Privacy + trust posture
- Server treats payload as opaque. The hub and the REST mirror persist the envelope JSON verbatim — never re-encoded (doing so would invalidate the signature).
- Recipient verifies on read.
verifyEnvelope(envelope, walletPubkey)in@inferlane/reach-corehandles canonical re-encoding + Ed25519 verify. Distinct error codes (bad-pubkey/bad-signature/verify-failed) so callers can degrade gracefully. - Anti-spoof at the boundary. An envelope claiming an
@handleas sender paired with the unsigned-stub signature is rejected at write time — anonymous attackers can't drop forged-sender messages into anyone's inbox. - Server-side at-rest, v0.1. Same posture as voicemail; we hold the keys.
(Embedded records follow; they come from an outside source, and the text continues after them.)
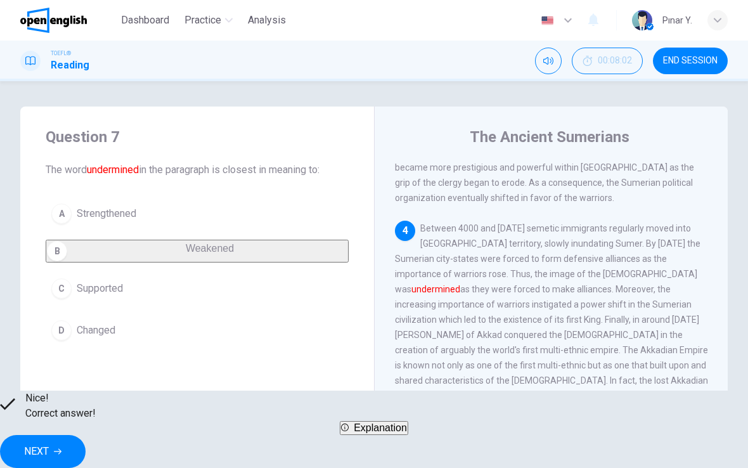 The image size is (748, 468). Describe the element at coordinates (145, 20) in the screenshot. I see `a: Dashboard` at that location.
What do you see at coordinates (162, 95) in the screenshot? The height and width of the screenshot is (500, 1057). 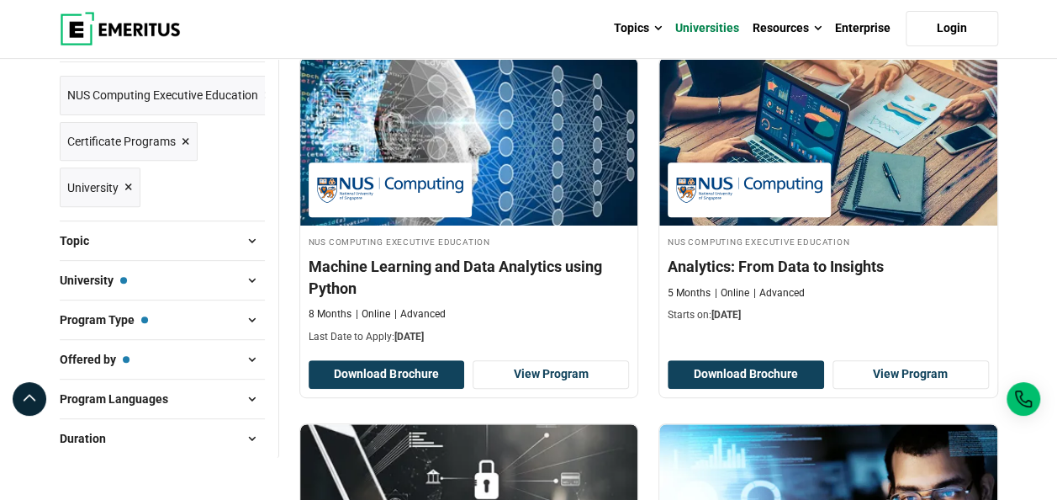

True E2E (sender encrypts payload to recipient's bound pubkey via ECIES) is v0.2 alongside sealed-sender. See /security.
- 90-day default retention. Per-handle override via
agent_metadata.retentionDaysclamped 7–365. Soft-delete; hard-delete after 7-day grace.
Open source
Everything is at github.com/inferlane/reach:
packages/reach-core— MCP server +MessagesClient+verifyEnvelope+HandlesLookupClient. Zero npm-side runtime deps beyond@modelcontextprotocol/sdk.packages/reach-handles— REST surface (Cloudflare Worker + D1). Self-host viawrangler deploy.packages/reach-signaling-cf— RSP/1 signaling hub + CKN spec. Self-host viawrangler deploy.packages/reach-agent— reference browser client (CKN session, binary envelopes, HELLO/HELLO-ACK).
Bug, PR, or design issue: GitHub issues or open a discussion in LAUNCH/.